Roger Higman, transport campaigner with the environmental pressure group Friends of the Earth, said: "Ministers have got to lead from the front. This has be to rethought very, very quickly."

Michael Gwilliam, director of the Civic Trust, said: "While we support the Government's overall concept for that site, the car parking figures in the winning entry need to be rethought. It's a lot of space."

Mr Tagliaventi's design includes a swimming-pool and cinema. There will be a large central square, streets criss-crossing the site (none do at present) and 10 separate blocks up to eight storeys high.

Mr Gummer said the Marsham Street redevelopment was "the first major contribution by a Government in 50 years to the betterment of London. It will change the whole tone of the area".
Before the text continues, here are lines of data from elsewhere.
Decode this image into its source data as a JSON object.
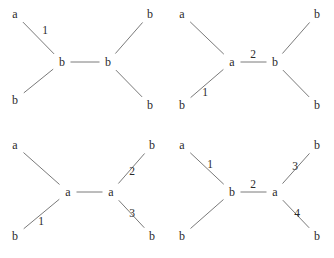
{
  "figure": {
    "width": 334,
    "height": 258,
    "background_color": "#ffffff",
    "line_color": "#7a7a7a",
    "text_color": "#2b2b2b",
    "layout": "2x2 grid of tree diagrams"
  },
  "panels": [
    {
      "id": "panel-1",
      "position": "top-left",
      "origin": {
        "x": 0,
        "y": 0
      },
      "nodes": [
        {
          "id": "p1-n1",
          "label": "a",
          "x": 15,
          "y": 14,
          "role": "leaf"
        },
        {
          "id": "p1-n2",
          "label": "b",
          "x": 15,
          "y": 100,
          "role": "leaf"
        },
        {
          "id": "p1-n3",
          "label": "b",
          "x": 62,
          "y": 62,
          "role": "internal"
        },
        {
          "id": "p1-n4",
          "label": "b",
          "x": 108,
          "y": 62,
          "role": "internal"
        },
        {
          "id": "p1-n5",
          "label": "b",
          "x": 150,
          "y": 14,
          "role": "leaf"
        },
        {
          "id": "p1-n6",
          "label": "b",
          "x": 150,
          "y": 105,
          "role": "leaf"
        }
      ],
      "edges": [
        {
          "from": "p1-n1",
          "to": "p1-n3",
          "label": "1"
        },
        {
          "from": "p1-n2",
          "to": "p1-n3",
          "label": ""
        },
        {
          "from": "p1-n3",
          "to": "p1-n4",
          "label": ""
        },
        {
          "from": "p1-n4",
          "to": "p1-n5",
          "label": ""
        },
        {
          "from": "p1-n4",
          "to": "p1-n6",
          "label": ""
        }
      ],
      "edge_labels": [
        {
          "text": "1",
          "x": 45,
          "y": 31
        }
      ]
    },
    {
      "id": "panel-2",
      "position": "top-right",
      "origin": {
        "x": 167,
        "y": 0
      },
      "nodes": [
        {
          "id": "p2-n1",
          "label": "a",
          "x": 15,
          "y": 14,
          "role": "leaf"
        },
        {
          "id": "p2-n2",
          "label": "b",
          "x": 15,
          "y": 105,
          "role": "leaf"
        },
        {
          "id": "p2-n3",
          "label": "a",
          "x": 65,
          "y": 62,
          "role": "internal"
        },
        {
          "id": "p2-n4",
          "label": "b",
          "x": 108,
          "y": 62,
          "role": "internal"
        },
        {
          "id": "p2-n5",
          "label": "b",
          "x": 150,
          "y": 14,
          "role": "leaf"
        },
        {
          "id": "p2-n6",
          "label": "b",
          "x": 150,
          "y": 105,
          "role": "leaf"
        }
      ],
      "edges": [
        {
          "from": "p2-n1",
          "to": "p2-n3",
          "label": ""
        },
        {
          "from": "p2-n2",
          "to": "p2-n3",
          "label": "1"
        },
        {
          "from": "p2-n3",
          "to": "p2-n4",
          "label": "2"
        },
        {
          "from": "p2-n4",
          "to": "p2-n5",
          "label": ""
        },
        {
          "from": "p2-n4",
          "to": "p2-n6",
          "label": ""
        }
      ],
      "edge_labels": [
        {
          "text": "1",
          "x": 38,
          "y": 93
        },
        {
          "text": "2",
          "x": 86,
          "y": 55
        }
      ]
    },
    {
      "id": "panel-3",
      "position": "bottom-left",
      "origin": {
        "x": 0,
        "y": 129
      },
      "nodes": [
        {
          "id": "p3-n1",
          "label": "a",
          "x": 15,
          "y": 16,
          "role": "leaf"
        },
        {
          "id": "p3-n2",
          "label": "b",
          "x": 15,
          "y": 107,
          "role": "leaf"
        },
        {
          "id": "p3-n3",
          "label": "a",
          "x": 68,
          "y": 63,
          "role": "internal"
        },
        {
          "id": "p3-n4",
          "label": "a",
          "x": 111,
          "y": 63,
          "role": "internal"
        },
        {
          "id": "p3-n5",
          "label": "b",
          "x": 152,
          "y": 16,
          "role": "leaf"
        },
        {
          "id": "p3-n6",
          "label": "b",
          "x": 152,
          "y": 107,
          "role": "leaf"
        }
      ],
      "edges": [
        {
          "from": "p3-n1",
          "to": "p3-n3",
          "label": ""
        },
        {
          "from": "p3-n2",
          "to": "p3-n3",
          "label": "1"
        },
        {
          "from": "p3-n3",
          "to": "p3-n4",
          "label": ""
        },
        {
          "from": "p3-n4",
          "to": "p3-n5",
          "label": "2"
        },
        {
          "from": "p3-n4",
          "to": "p3-n6",
          "label": "3"
        }
      ],
      "edge_labels": [
        {
          "text": "1",
          "x": 41,
          "y": 93
        },
        {
          "text": "2",
          "x": 132,
          "y": 43
        },
        {
          "text": "3",
          "x": 132,
          "y": 85
        }
      ]
    },
    {
      "id": "panel-4",
      "position": "bottom-right",
      "origin": {
        "x": 167,
        "y": 129
      },
      "nodes": [
        {
          "id": "p4-n1",
          "label": "a",
          "x": 15,
          "y": 16,
          "role": "leaf"
        },
        {
          "id": "p4-n2",
          "label": "b",
          "x": 15,
          "y": 107,
          "role": "leaf"
        },
        {
          "id": "p4-n3",
          "label": "b",
          "x": 65,
          "y": 63,
          "role": "internal"
        },
        {
          "id": "p4-n4",
          "label": "a",
          "x": 108,
          "y": 63,
          "role": "internal"
        },
        {
          "id": "p4-n5",
          "label": "b",
          "x": 150,
          "y": 16,
          "role": "leaf"
        },
        {
          "id": "p4-n6",
          "label": "b",
          "x": 150,
          "y": 107,
          "role": "leaf"
        }
      ],
      "edges": [
        {
          "from": "p4-n1",
          "to": "p4-n3",
          "label": "1"
        },
        {
          "from": "p4-n2",
          "to": "p4-n3",
          "label": ""
        },
        {
          "from": "p4-n3",
          "to": "p4-n4",
          "label": "2"
        },
        {
          "from": "p4-n4",
          "to": "p4-n5",
          "label": "3"
        },
        {
          "from": "p4-n4",
          "to": "p4-n6",
          "label": "4"
        }
      ],
      "edge_labels": [
        {
          "text": "1",
          "x": 43,
          "y": 36
        },
        {
          "text": "2",
          "x": 86,
          "y": 56
        },
        {
          "text": "3",
          "x": 128,
          "y": 38
        },
        {
          "text": "4",
          "x": 130,
          "y": 85
        }
      ]
    }
  ]
}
Mr Tagliaventi's winning design, which earned him pounds 25,000, was picked by a 12-person panel which included the Deputy Prime Minister, Michael Heseltine, Mr Gummer, the modernist architect Will Alsop and the traditionalist Leon Krier, who advises the Prince of Wales.

The buildings in the designlook classical, as do those in most of the competition's top 10 entries. But Mr Gummer said what had won was the overall design, not the architectural style. There will be a further competition to design the individual buildings and some of the winners may be modernist.

Mr Tagliaventi, 36, said his firm of eight architects from Bologna wanted to specialise in projects which reflected closer European union. "I love this idea," he added.

He had been inspired by the works of the Regency architect and town planner John Nash. His design set out to let people live and work in the same place, to fit in with the surrounding buildings, connect nearby streets "and to look natural, so that people looking at it think it was done in the past".

The Government still has to decide whether it will take any office space in the new development, and whether it will sell the entire site off to a developer or maintain some ownership. The Departments of Transport and Environment, which employ far fewer people than 25 years ago, have already started moving out.

A Department of the Environment spokesman said that the number of car- parking spaces had yet to be decided, but they would conform with Westminster City Council's codes, which were aimed at clamping down on the growth in car-parking spaces in central London.